Rural Health Policy Project

Medicaid’s Role in Rural Areas Has Grown: Families Have Much at Stake in the Unwinding

In 2017 we published our first report examining the role of Medicaid in rural areas. We’ve updated the data a few times and our newest look is based on Medicaid coverage in 2020-2021. The data underscores the outsize importance of Medicaid as a source of health insurance coverage in rural areas and small towns – especially for children.

Now as states are “unwinding” pandemic related continuous coverage protections with almost five million people already disenrolled – many for procedural reasons – rural communities have much at stake.

Medicaid and CHIP cover a relatively greater share of children and adults in rural counties than in urban counties. Nationwide, almost half (47%) of children and 1 in 5 (18%) of adults rely on Medicaid coverage in small towns and rural areas (compared to about 40% of children and 15% of adults in metro areas). As substantial as these numbers are they are actually an undercount – since it is widely acknowledged by researchers that the underlying Census data source (the American Community Survey) undercounts enrollment in Medicaid. And enrollment grew in 2022 with the continuous coverage protections of the pandemic.

Some key findings:

  • States in the South and Southwest including New Mexico, Louisiana and Kentucky have the highest Medicaid/CHIP coverage rates for both children and adults living in rural areas and small towns.
  • Arkansas, Louisiana, New Mexico, and South Carolina have the largest share of children in rural areas and small towns covered by Medicaid with New Mexico having 9 of the 10 counties with the largest share of children (approximately 80%) covered by Medicaid.
  • In addition to having the largest share of children living in rural areas enrolled in Medicaid/CHIP, Arkansas has a wide disparity between rural and metro counties with just under two-thirds (65%) of children in rural counties enrolled in Medicaid/CHIP versus half of children living in metropolitan counties. (See map below). Virginia has a similarly large disparity with less than 30% of children in metro counties covered by Medicaid/CHIP versus 45% of those living in rural areas and small towns. 
  • For adults, seven rural counties nationwide have half or more of adults covered by Medicaid/CHIP and six of those counties are in Kentucky.

Medicaid helps improve coverage rates and helps rural areas and small towns maintain health care providers in areas where shortages are all too common. Access to rural health providers is especially important to women of child-bearing age and those with chronic conditions such as diabetes, depression or asthma.

But now, as states are unwinding and people are losing Medicaid coverage, the financial strain of coverage losses and higher uncompensated care costs could hit rural health systems especially hard. Children are at greatest risk of losing Medicaid coverage despite remaining eligible. During the unwinding, families in rural areas will likely be harder hit if their state mishandles the unwinding — such as failing to automatically renew as many people as possible based on existing information, disenrolling large numbers of people for procedural reasons or failing to adequately staff call centers leading to long wait times and call abandonment rates. These barriers may be even tougher for people in small towns and rural areas to overcome as they face additional barriers like having to travel further to eligibility offices and may have limited internet access.

States must take special care with rural communities as widespread loss of Medicaid without replacement health coverage will have devastating effects for children and families and have a ripple effect on the entire community by negatively impacting rural hospitals and health care providers that are already under stress.

[Interactive maps are available for all states here.]

 

Joan Alker is the Executive Director of the Center for Children and Families and a Research Professor at the Georgetown McCourt School of Public Policy.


■ **Exercise goal**:
Search the material below for the word "Factures" and copy every line in which it occurs.
***** Materials provided *****
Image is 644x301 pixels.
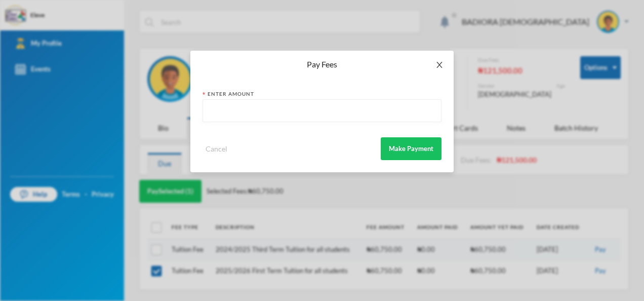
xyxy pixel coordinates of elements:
button: Make Payment [381,137,441,160]
div: Enter Amount [203,90,441,98]
button: Cancel [203,143,231,155]
i: icon: close [435,61,444,69]
div: Pay Fees [203,59,441,70]
button: Close [426,51,454,79]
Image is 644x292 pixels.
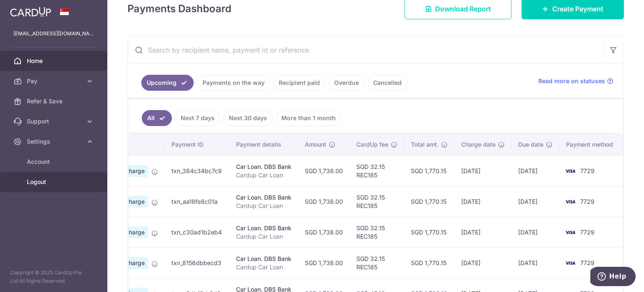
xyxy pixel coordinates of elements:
[350,217,404,247] td: SGD 32.15 REC185
[559,134,623,156] th: Payment method
[27,97,82,106] span: Refer & Save
[562,196,579,207] img: Bank Card
[350,247,404,278] td: SGD 32.15 REC185
[27,77,82,85] span: Pay
[580,198,595,205] span: 7729
[197,75,270,91] a: Payments on the way
[27,137,82,146] span: Settings
[455,156,512,186] td: [DATE]
[350,156,404,186] td: SGD 32.15 REC185
[165,134,229,156] th: Payment ID
[350,186,404,217] td: SGD 32.15 REC185
[142,110,172,126] a: All
[368,75,407,91] a: Cancelled
[580,167,595,174] span: 7729
[236,255,292,263] div: Car Loan. DBS Bank
[539,77,613,85] a: Read more on statuses
[461,140,496,148] span: Charge date
[562,227,579,237] img: Bank Card
[236,202,292,210] p: Cardup Car Loan
[127,1,232,16] h4: Payments Dashboard
[518,140,544,148] span: Due date
[404,217,455,247] td: SGD 1,770.15
[223,110,272,126] a: Next 30 days
[229,134,298,156] th: Payment details
[404,156,455,186] td: SGD 1,770.15
[276,110,341,126] a: More than 1 month
[552,4,603,14] span: Create Payment
[562,166,579,176] img: Bank Card
[356,140,388,148] span: CardUp fee
[512,186,559,217] td: [DATE]
[512,156,559,186] td: [DATE]
[580,259,595,266] span: 7729
[236,263,292,271] p: Cardup Car Loan
[236,232,292,241] p: Cardup Car Loan
[411,140,439,148] span: Total amt.
[329,75,365,91] a: Overdue
[455,217,512,247] td: [DATE]
[273,75,326,91] a: Recipient paid
[298,156,350,186] td: SGD 1,738.00
[590,267,636,288] iframe: Opens a widget where you can find more information
[455,247,512,278] td: [DATE]
[562,258,579,268] img: Bank Card
[236,224,292,232] div: Car Loan. DBS Bank
[165,186,229,217] td: txn_aa18fe8c01a
[165,156,229,186] td: txn_384c34bc7c9
[298,217,350,247] td: SGD 1,738.00
[435,4,491,14] span: Download Report
[175,110,220,126] a: Next 7 days
[236,193,292,202] div: Car Loan. DBS Bank
[236,163,292,171] div: Car Loan. DBS Bank
[128,36,603,63] input: Search by recipient name, payment id or reference
[165,217,229,247] td: txn_c30ad1b2eb4
[141,75,194,91] a: Upcoming
[404,247,455,278] td: SGD 1,770.15
[236,171,292,179] p: Cardup Car Loan
[580,228,595,235] span: 7729
[512,217,559,247] td: [DATE]
[27,157,82,166] span: Account
[404,186,455,217] td: SGD 1,770.15
[27,57,82,65] span: Home
[165,247,229,278] td: txn_8156dbbecd3
[10,7,51,17] img: CardUp
[512,247,559,278] td: [DATE]
[298,186,350,217] td: SGD 1,738.00
[27,178,82,186] span: Logout
[298,247,350,278] td: SGD 1,738.00
[27,117,82,125] span: Support
[455,186,512,217] td: [DATE]
[13,29,94,38] p: [EMAIL_ADDRESS][DOMAIN_NAME]
[305,140,326,148] span: Amount
[539,77,605,85] span: Read more on statuses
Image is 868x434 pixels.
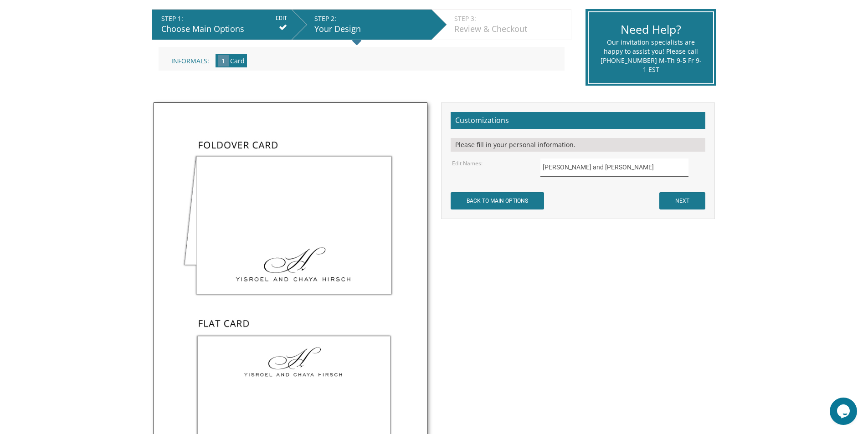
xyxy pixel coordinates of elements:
[314,14,427,23] div: STEP 2:
[454,23,567,35] div: Review & Checkout
[451,138,706,152] div: Please fill in your personal information.
[218,55,229,66] span: 1
[454,14,567,23] div: STEP 3:
[830,398,859,425] iframe: chat widget
[451,112,706,129] h2: Customizations
[451,192,544,209] input: BACK TO MAIN OPTIONS
[314,23,427,35] div: Your Design
[276,14,287,23] input: EDIT
[659,192,706,209] input: NEXT
[162,14,287,23] div: STEP 1:
[230,57,245,65] span: Card
[600,22,702,38] div: Need Help?
[162,23,287,35] div: Choose Main Options
[452,159,482,167] label: Edit Names:
[600,38,702,74] div: Our invitation specialists are happy to assist you! Please call [PHONE_NUMBER] M-Th 9-5 Fr 9-1 EST
[171,57,209,65] span: Informals:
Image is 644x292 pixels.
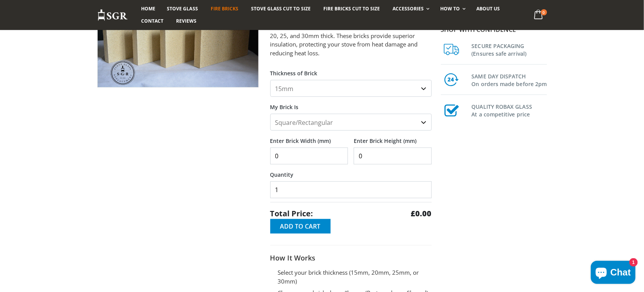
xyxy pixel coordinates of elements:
span: Fire Bricks Cut To Size [324,5,380,12]
span: Add to Cart [280,222,320,230]
span: Fire Bricks [211,5,239,12]
span: Contact [141,18,164,24]
a: How To [435,3,470,15]
a: Fire Bricks Cut To Size [317,3,386,15]
label: Enter Brick Height (mm) [354,130,432,144]
h3: QUALITY ROBAX GLASS At a competitive price [472,101,547,118]
span: Stove Glass Cut To Size [251,5,311,12]
span: Home [141,5,156,12]
span: How To [441,5,460,12]
h3: SECURE PACKAGING (Ensures safe arrival) [472,41,547,58]
a: 0 [531,8,547,23]
a: Reviews [171,15,203,27]
span: Accessories [392,5,424,12]
span: Reviews [177,18,197,24]
inbox-online-store-chat: Shopify online store chat [589,261,638,286]
img: Stove Glass Replacement [97,9,128,22]
a: About us [471,3,506,15]
a: Fire Bricks [205,3,244,15]
button: Add to Cart [270,219,331,234]
label: My Brick Is [270,97,432,110]
span: About us [477,5,500,12]
span: Stove Glass [167,5,198,12]
a: Stove Glass [161,3,204,15]
label: Thickness of Brick [270,63,432,77]
a: Home [136,3,161,15]
a: Contact [136,15,170,27]
span: Total Price: [270,208,314,219]
span: 0 [541,9,547,15]
a: Accessories [387,3,433,15]
a: Stove Glass Cut To Size [245,3,317,15]
strong: £0.00 [411,208,432,219]
h3: How It Works [270,253,432,263]
label: Enter Brick Width (mm) [270,130,348,144]
p: Increase the efficiency and lifespan of your stove with Vermiculite Stove Bricks. Cut to size in ... [270,14,432,58]
li: Select your brick thickness (15mm, 20mm, 25mm, or 30mm) [278,268,432,286]
label: Quantity [270,165,432,178]
h3: SAME DAY DISPATCH On orders made before 2pm [472,71,547,88]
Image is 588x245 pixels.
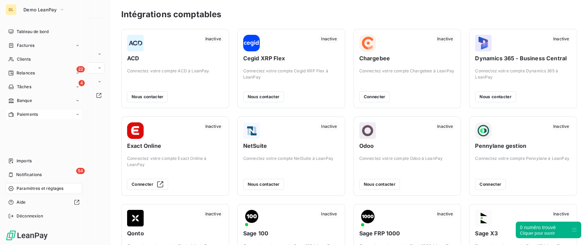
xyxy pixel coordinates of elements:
img: Dynamics 365 - Business Central logo [475,35,492,51]
a: Aide [6,197,82,208]
img: Sage X3 logo [475,210,492,226]
button: Connecter [360,91,390,102]
span: Déconnexion [17,213,43,219]
span: Connectez votre compte Dynamics 365 à LeanPay [475,68,572,80]
span: Tableau de bord [17,29,49,35]
img: Sage FRP 1000 logo [360,210,376,226]
a: Paiements [6,109,82,120]
span: Chargebee [360,54,456,62]
span: Inactive [203,210,223,218]
span: NetSuite [243,142,340,150]
span: Inactive [319,210,339,218]
button: Nous contacter [360,179,400,190]
span: Banque [17,98,32,104]
span: Inactive [552,210,572,218]
a: 4Tâches [6,81,82,92]
img: Chargebee logo [360,35,376,51]
span: Connectez votre compte Odoo à LeanPay [360,155,456,162]
img: NetSuite logo [243,122,260,139]
span: Paramètres et réglages [17,185,63,192]
span: Demo LeanPay [23,7,57,12]
img: Sage 100 logo [243,210,260,226]
img: Odoo logo [360,122,376,139]
span: ACD [127,54,223,62]
h3: Intégrations comptables [121,8,221,21]
span: Connectez votre compte ACD à LeanPay [127,68,223,74]
span: Inactive [435,122,455,131]
span: Exact Online [127,142,223,150]
img: Qonto logo [127,210,144,226]
span: Sage X3 [475,229,572,238]
span: 22 [77,66,85,72]
a: Paramètres et réglages [6,183,82,194]
span: Inactive [319,122,339,131]
span: Notifications [16,172,42,178]
span: Connectez votre compte NetSuite à LeanPay [243,155,340,162]
button: Nous contacter [127,91,168,102]
div: DL [6,4,17,15]
span: Qonto [127,229,223,238]
button: Nous contacter [243,179,284,190]
span: Inactive [203,35,223,43]
span: 54 [76,168,85,174]
button: Connecter [475,179,506,190]
span: Inactive [319,35,339,43]
span: Pennylane gestion [475,142,572,150]
span: Inactive [435,35,455,43]
button: Connecter [127,179,168,190]
button: Nous contacter [475,91,516,102]
img: ACD logo [127,35,144,51]
a: Factures [6,40,82,51]
a: Tableau de bord [6,26,82,37]
span: Sage FRP 1000 [360,229,456,238]
span: Inactive [552,122,572,131]
span: Inactive [203,122,223,131]
img: Exact Online logo [127,122,144,139]
img: Pennylane gestion logo [475,122,492,139]
span: Inactive [552,35,572,43]
a: Banque [6,95,82,106]
span: Relances [17,70,35,76]
span: Connectez votre compte Pennylane à LeanPay [475,155,572,162]
span: Aide [17,199,26,205]
button: Nous contacter [243,91,284,102]
span: Connectez votre compte Cegid XRP Flex à LeanPay [243,68,340,80]
img: Logo LeanPay [6,230,48,241]
span: Clients [17,56,31,62]
span: Cegid XRP Flex [243,54,340,62]
a: Imports [6,155,82,167]
span: Paiements [17,111,38,118]
span: Factures [17,42,34,49]
span: 4 [79,80,85,86]
span: Inactive [435,210,455,218]
span: Connectez votre compte Exact Online à LeanPay [127,155,223,168]
span: Dynamics 365 - Business Central [475,54,572,62]
a: 22Relances [6,68,82,79]
span: Connectez votre compte Chargebee à LeanPay [360,68,456,74]
a: Clients [6,54,82,65]
span: Imports [17,158,32,164]
span: Odoo [360,142,456,150]
span: Sage 100 [243,229,340,238]
img: Cegid XRP Flex logo [243,35,260,51]
span: Tâches [17,84,31,90]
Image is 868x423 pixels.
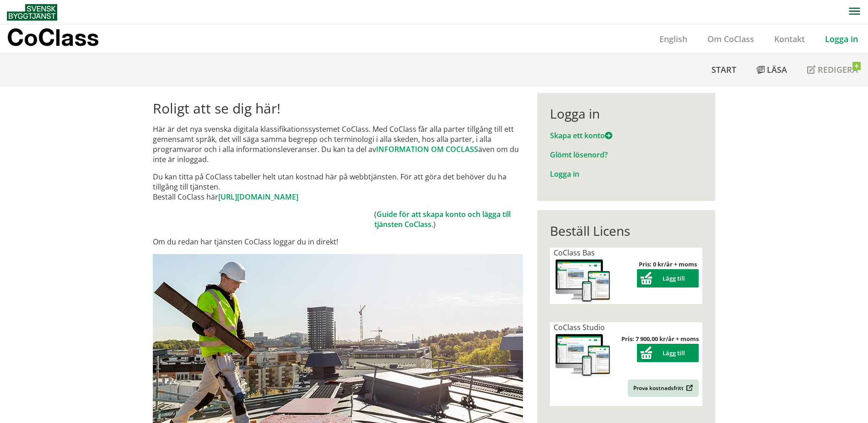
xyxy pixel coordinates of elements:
[554,257,612,303] img: coclass-license.jpg
[153,236,523,246] p: Om du redan har tjänsten CoClass loggar du in direkt!
[815,34,868,44] a: Logga in
[7,24,119,53] a: CoClass
[637,269,699,287] button: Lägg till
[7,5,57,21] img: Svensk Byggtjänst
[153,171,523,202] p: Du kan titta på CoClass tabeller helt utan kostnad här på webbtjänsten. För att göra det behöver ...
[374,209,511,229] a: Guide för att skapa konto och lägga till tjänsten CoClass
[767,64,787,75] span: Läsa
[218,192,298,202] a: [URL][DOMAIN_NAME]
[153,101,523,117] h1: Roligt att se dig här!
[550,223,702,238] div: Beställ Licens
[376,144,478,154] a: INFORMATION OM COCLASS
[698,34,765,44] a: Om CoClass
[622,334,699,342] strong: Pris: 7 900,00 kr/år + moms
[550,106,702,121] div: Logga in
[650,34,698,44] a: English
[637,343,699,362] button: Lägg till
[554,332,612,379] img: coclass-license.jpg
[747,53,797,85] a: Läsa
[711,64,737,75] span: Start
[550,130,612,140] a: Skapa ett konto
[554,247,595,257] span: CoClass Bas
[685,384,693,391] img: Outbound.png
[554,322,605,332] span: CoClass Studio
[550,168,579,178] a: Logga in
[374,209,523,229] td: ( .)
[7,32,99,43] p: CoClass
[637,274,699,283] a: Lägg till
[639,260,697,268] strong: Pris: 0 kr/år + moms
[153,124,523,164] p: Här är det nya svenska digitala klassifikationssystemet CoClass. Med CoClass får alla parter till...
[628,380,699,397] a: Prova kostnadsfritt
[701,53,747,85] a: Start
[550,149,608,159] a: Glömt lösenord?
[637,349,699,357] a: Lägg till
[765,34,815,44] a: Kontakt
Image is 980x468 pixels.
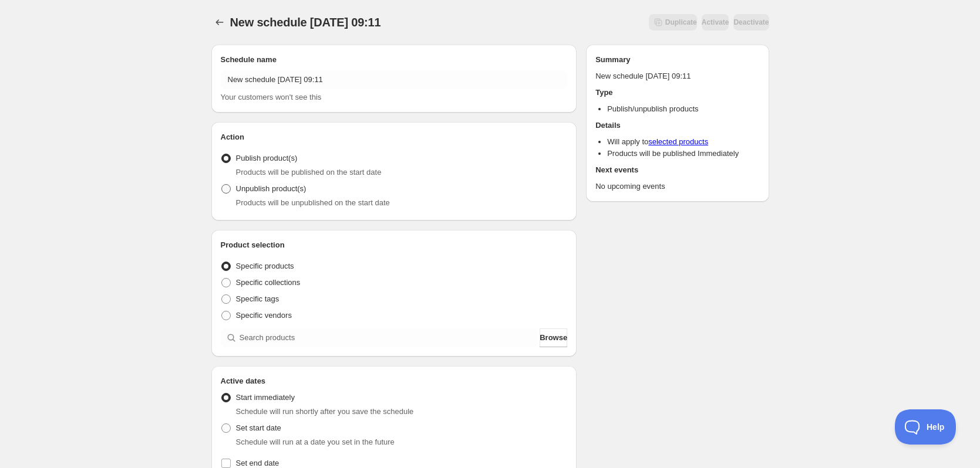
*****
■ **Answer for this exercise**:
a: Factures [6,40,82,51]
span: Factures [17,42,34,49]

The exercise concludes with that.